Episodic Novelty Through Temporal Distance
This addresses the problem of inefficient exploration in CMDPs for reinforcement learning practitioners, offering a novel method that improves upon existing incremental approaches.
The paper tackles the challenge of exploration in sparse reward environments, particularly in Contextual Markov Decision Processes (CMDPs), by proposing Episodic Novelty Through Temporal Distance (ETD), which uses temporal distance as a metric for intrinsic rewards and significantly outperforms state-of-the-art methods in benchmark tasks.

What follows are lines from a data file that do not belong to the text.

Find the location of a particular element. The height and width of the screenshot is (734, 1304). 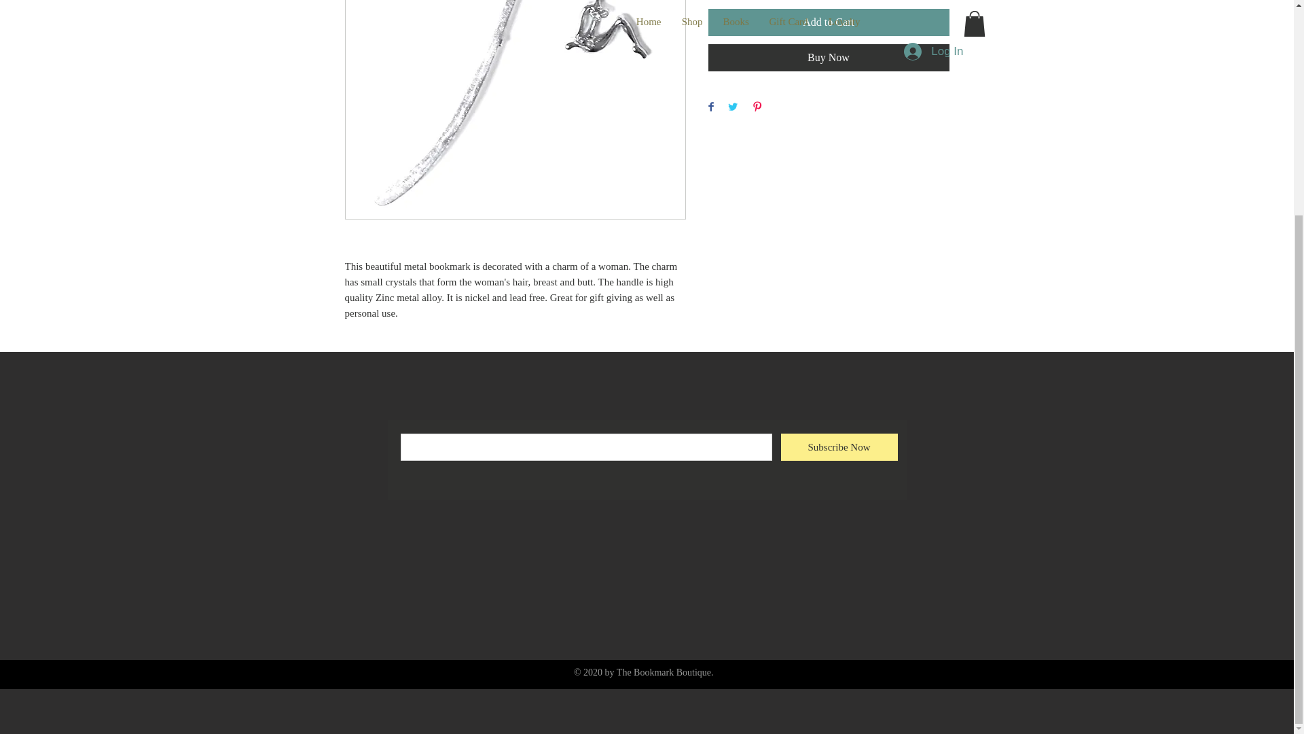

Subscribe Now is located at coordinates (840, 447). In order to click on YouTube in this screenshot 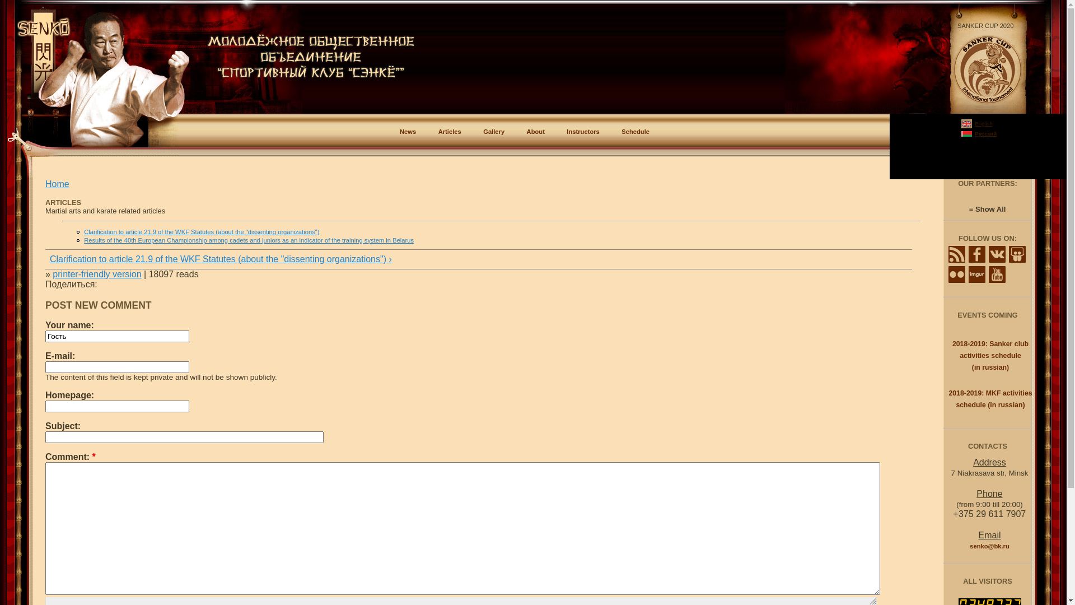, I will do `click(997, 274)`.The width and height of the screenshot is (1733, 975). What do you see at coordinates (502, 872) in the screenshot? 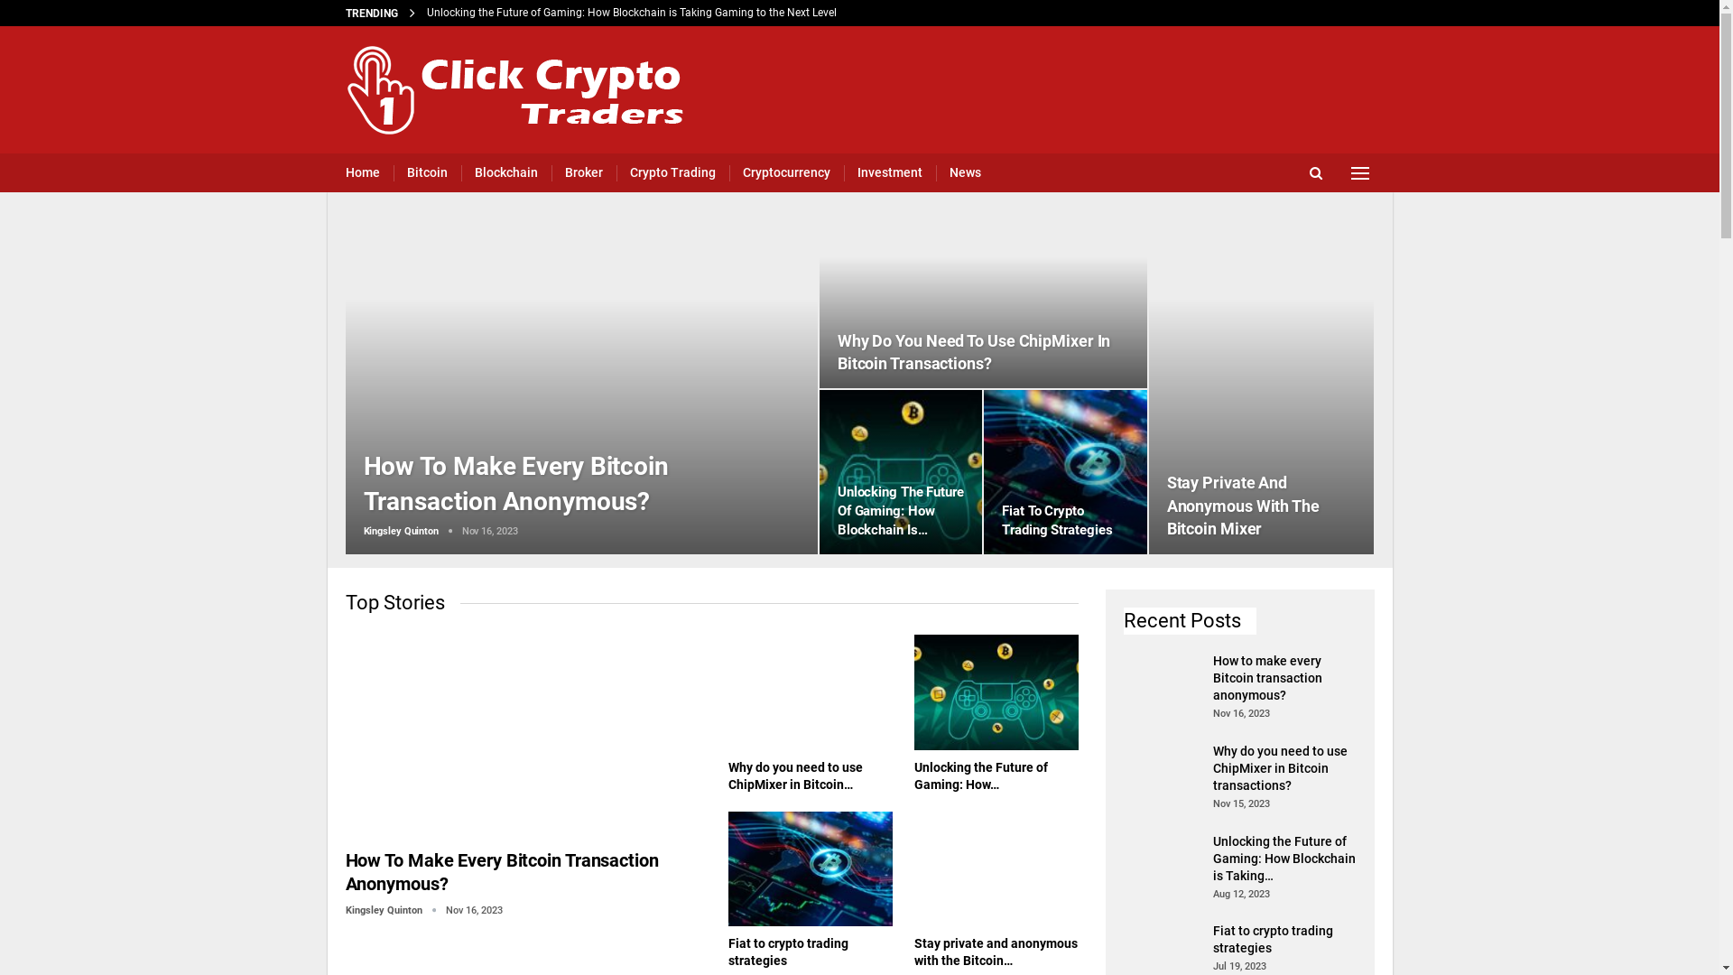
I see `How To Make Every Bitcoin Transaction Anonymous? ` at bounding box center [502, 872].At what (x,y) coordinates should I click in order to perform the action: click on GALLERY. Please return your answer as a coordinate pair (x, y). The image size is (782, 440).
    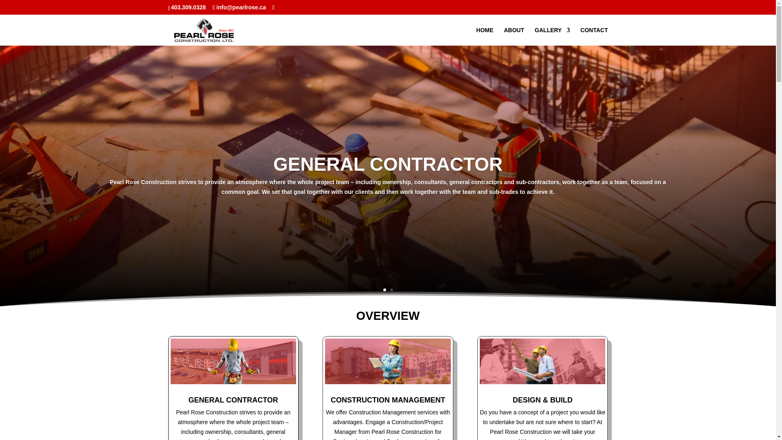
    Looking at the image, I should click on (552, 36).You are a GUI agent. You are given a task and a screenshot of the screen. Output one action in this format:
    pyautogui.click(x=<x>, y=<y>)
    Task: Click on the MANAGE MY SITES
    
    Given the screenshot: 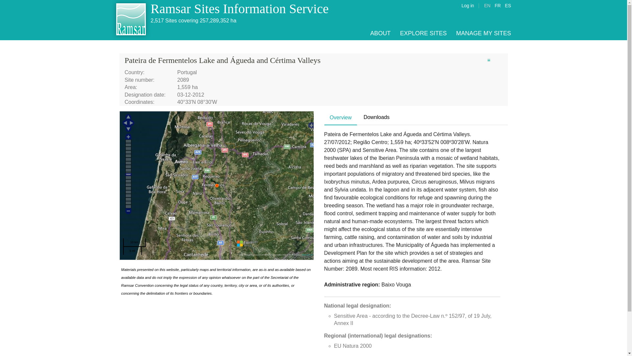 What is the action you would take?
    pyautogui.click(x=484, y=33)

Exploration in sparse reward environments remains a significant challenge in reinforcement learning, particularly in Contextual Markov Decision Processes (CMDPs), where environments differ across episodes. Existing episodic intrinsic motivation methods for CMDPs primarily rely on count-based approaches, which are ineffective in large state spaces, or on similarity-based methods that lack appropriate metrics for state comparison. To address these shortcomings, we propose Episodic Novelty Through Temporal Distance (ETD), a novel approach that introduces temporal distance as a robust metric for state similarity and intrinsic reward computation. By employing contrastive learning, ETD accurately estimates temporal distances and derives intrinsic rewards based on the novelty of states within the current episode. Extensive experiments on various benchmark tasks demonstrate that ETD significantly outperforms state-of-the-art methods, highlighting its effectiveness in enhancing exploration in sparse reward CMDPs.